A new article by Douglas Farrow from Touchstone: A Journal of Mere Christianity, argues that modern comprehensive liberalism,
has as one of its fundamental premises that Western society has done away with Christian theology (I do not say, all theology) as a matter of public and political relevance. And so it has. But that has opened the field to would-be saviors and utopians of every stripe. It has made possible the return of the savior state—the audacious state that aims at building a kingdom of God right here on earth.
The danger, Farrow argues, is not the re-emergence of Christendom, but the loss of a proper understanding of Christendom which itself historically required a separation of church and state, because to “combine these offices (with their respective ‘swords’) belonged to Christ alone, and any other claimant to both was ipso facto a kind of Antichrist.” So it is not Christendom per se which is the problem, but both a Christendom and, as Farrow calls it, a “sacralized savior state” which loses their “eschatological reserve.” The grand irony (if I may use such a term of understatement) is that,
In Britain, and increasingly in North America, even churches and charitable organizations are not exempted from laws that demand conformity to state-endorsed ideologies loaded with religious implications. Penalties for violation include heavy fines or even imprisonment. Thus have we come round to accepting Erastus’s invitation to the state to punish the sins of Christians, supplanting the church’s sacramental discipline. We have come round, that is, to the de-sacralization of the church and the re-sacralization of the state, which is once again taking a tyrannical turn.

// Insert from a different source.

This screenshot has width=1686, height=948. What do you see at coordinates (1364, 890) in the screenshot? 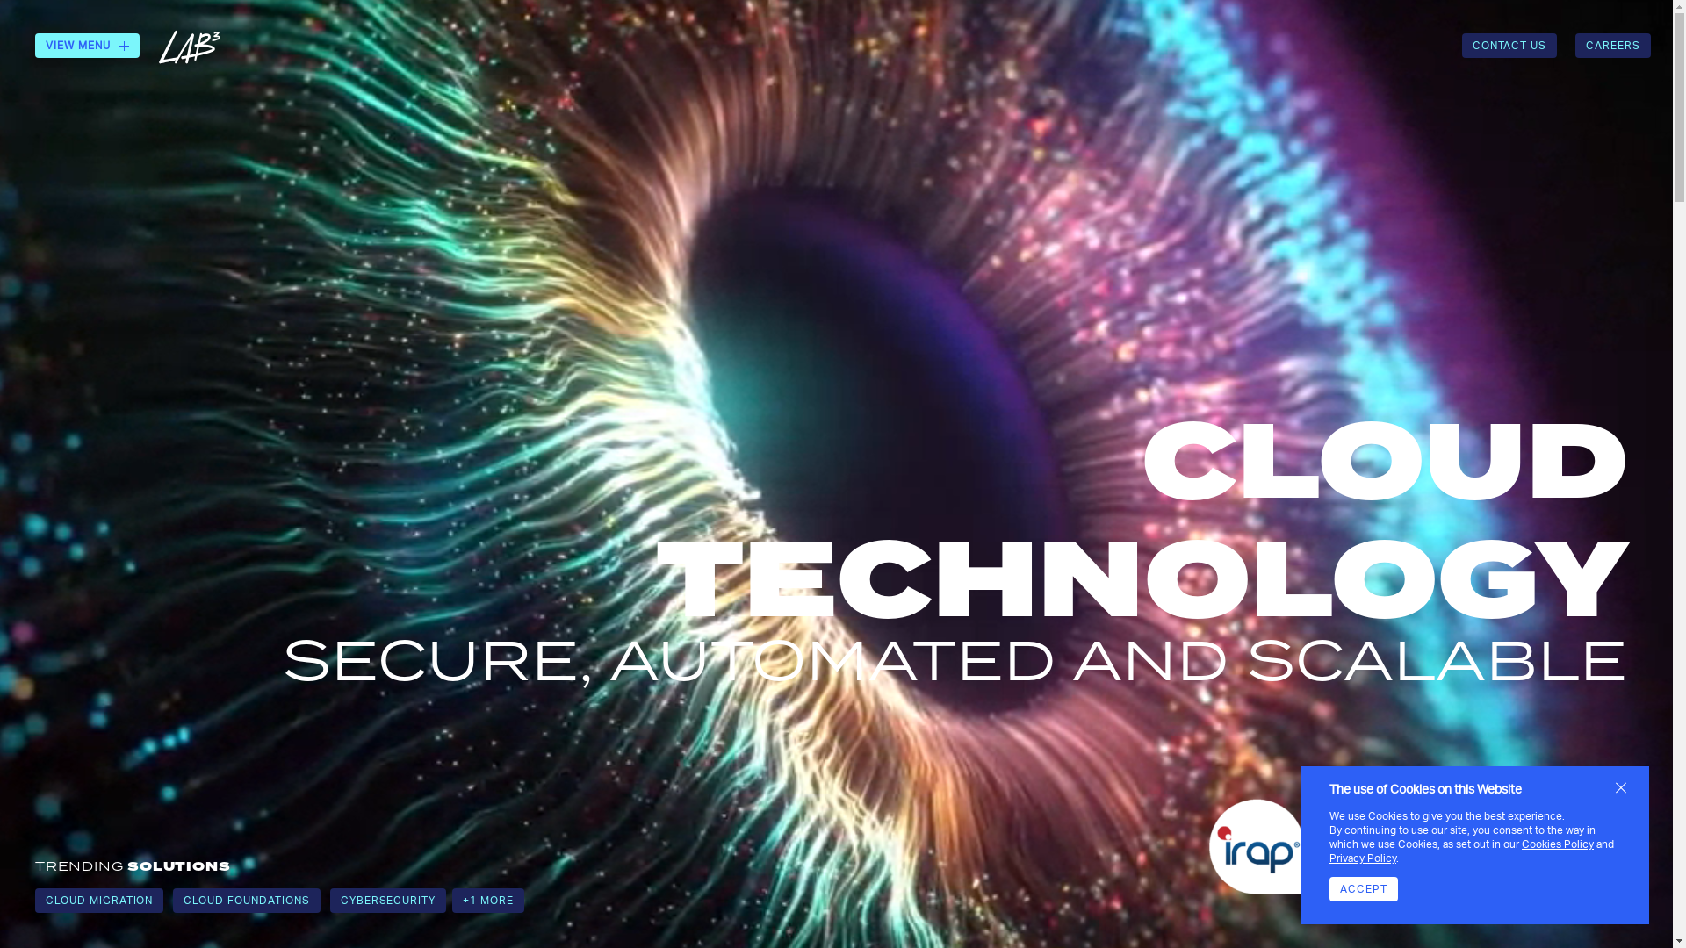
I see `ACCEPT` at bounding box center [1364, 890].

Farrow goes on explore how the emergence of the “savior state” (which he defines as any state which “presents itself as the people’s guardian, as the guarantor of the citizen’s well-being) leads to increasing state control of education and of the family (or more specifically, of children).
So how should Christians respond? Not with revengefulness, or even despair. Rather, Farrow concludes: “Christians deny that the state is savior because they believe that God is savior. Their hope is not, like Mill’s, in the state; nor, like libertarians’, in themselves. Their hope, like Hannah’s, is in God.”
David,
This is an excellent article and I think he is right on. Augustine’s eschatological tension can be erased in two ways: one in Christendom when the Church tried to take over the State and one in modernity when the State tries to take over the Church. Since the publication of my book, I have been astonished by the many people who want to bash the Church’s role in Christendom but give the modern State a free pass. It has caused me to rethink “Rethinking” and Farrow has been a great help.
Hello, Craig. Thanks for the comment. I’ll have to take a look at your book.
And I’m glad to re-connect again! I also have added your blog to my reader.
So when are we going to re-start the Canadian chapter of the Karl Barth Society?